Thomas Buergenthal, born to German-Jewish/Polish-Jewish parents who had moved from Germany to Czechoslovakia in 1933, grew up in the Jewish ghetto of Kielce (Poland) and later in the concentration camps at Auschwitz and Sachsenhausen. After the War he lived with his mother in Göttingen.
On 4 December 1951, he emigrated from Germany to the United States. He studied at Bethany College in West Virginia (graduated 1957), and received his J.D. at New York University Law School in 1960, and his LL.M. and S.J.D. degrees in international law from Harvard Law School. Judge Buergenthal is the recipient of numerous honorary degrees from American, European and Latin American Universities.
Buergenthal is a specialist in international law and human rights law.
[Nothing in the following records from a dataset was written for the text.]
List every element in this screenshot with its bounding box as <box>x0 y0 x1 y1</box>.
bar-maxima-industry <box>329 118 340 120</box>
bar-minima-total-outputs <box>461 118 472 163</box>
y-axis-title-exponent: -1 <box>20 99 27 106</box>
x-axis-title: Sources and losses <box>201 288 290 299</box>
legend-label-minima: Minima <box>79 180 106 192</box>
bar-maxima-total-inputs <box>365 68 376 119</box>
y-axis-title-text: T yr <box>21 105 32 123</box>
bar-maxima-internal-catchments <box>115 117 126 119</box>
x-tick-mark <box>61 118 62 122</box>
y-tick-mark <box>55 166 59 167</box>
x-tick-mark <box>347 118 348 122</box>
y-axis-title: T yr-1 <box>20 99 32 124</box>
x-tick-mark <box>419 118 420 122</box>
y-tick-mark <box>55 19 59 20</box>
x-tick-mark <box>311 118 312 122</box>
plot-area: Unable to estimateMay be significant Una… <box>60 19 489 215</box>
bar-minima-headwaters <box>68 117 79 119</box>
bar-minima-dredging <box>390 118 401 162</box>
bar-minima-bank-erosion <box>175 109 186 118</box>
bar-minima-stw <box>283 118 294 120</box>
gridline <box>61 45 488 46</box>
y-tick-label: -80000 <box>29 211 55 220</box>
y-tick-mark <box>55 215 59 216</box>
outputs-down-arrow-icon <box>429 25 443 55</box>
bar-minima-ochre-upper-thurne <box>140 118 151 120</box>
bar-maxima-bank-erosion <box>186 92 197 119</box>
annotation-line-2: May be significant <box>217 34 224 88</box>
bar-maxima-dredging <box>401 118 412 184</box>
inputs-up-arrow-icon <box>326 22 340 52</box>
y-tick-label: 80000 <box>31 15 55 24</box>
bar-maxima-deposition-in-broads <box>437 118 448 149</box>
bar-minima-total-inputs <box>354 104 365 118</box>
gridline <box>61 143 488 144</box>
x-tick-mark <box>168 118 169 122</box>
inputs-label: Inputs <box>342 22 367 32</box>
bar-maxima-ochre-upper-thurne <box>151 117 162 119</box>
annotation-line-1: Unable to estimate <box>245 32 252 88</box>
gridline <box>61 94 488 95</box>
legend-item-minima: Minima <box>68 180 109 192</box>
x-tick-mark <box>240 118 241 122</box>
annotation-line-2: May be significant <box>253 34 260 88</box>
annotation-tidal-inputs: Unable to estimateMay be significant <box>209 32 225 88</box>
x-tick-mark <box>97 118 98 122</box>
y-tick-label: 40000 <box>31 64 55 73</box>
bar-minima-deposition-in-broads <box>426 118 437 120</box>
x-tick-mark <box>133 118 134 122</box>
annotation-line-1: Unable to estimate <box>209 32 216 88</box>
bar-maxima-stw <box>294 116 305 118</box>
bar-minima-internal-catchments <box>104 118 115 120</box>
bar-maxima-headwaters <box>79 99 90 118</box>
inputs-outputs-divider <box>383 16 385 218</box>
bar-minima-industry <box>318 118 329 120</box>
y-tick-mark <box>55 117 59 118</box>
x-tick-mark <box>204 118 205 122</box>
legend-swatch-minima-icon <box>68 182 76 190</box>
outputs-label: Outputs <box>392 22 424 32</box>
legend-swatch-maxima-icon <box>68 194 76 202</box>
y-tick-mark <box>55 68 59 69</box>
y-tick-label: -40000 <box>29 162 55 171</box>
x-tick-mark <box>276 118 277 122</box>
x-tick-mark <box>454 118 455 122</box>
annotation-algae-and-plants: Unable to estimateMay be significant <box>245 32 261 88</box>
Buergenthal served as a judge on the International Court of Justice at The Hague from March 2000 to his resignation in September 2010. Prior to his election to the International Court of Justice, he was the Lobingier Professor of Comparative Law and Jurisprudence at The George Washington University Law School. He was Dean of Washington College of Law of American University from 1980 to 1985, and held endowed professorships at the University of Texas and Emory University. Buergenthal served as a judge for many years, including lengthy periods on various specialized international bodies. Between 1979 and 1991, he served as a judge of the Inter-American Court of Human Rights, including a term as that court's president; from 1989 to 1994, he was a judge on the Inter-American Development Bank's Administrative Tribunal; in 1992 and 1993, he served on the United Nations Truth Commission for El Salvador; and from 1995 to 1999, he was a member of the United Nations Human Rights Committee.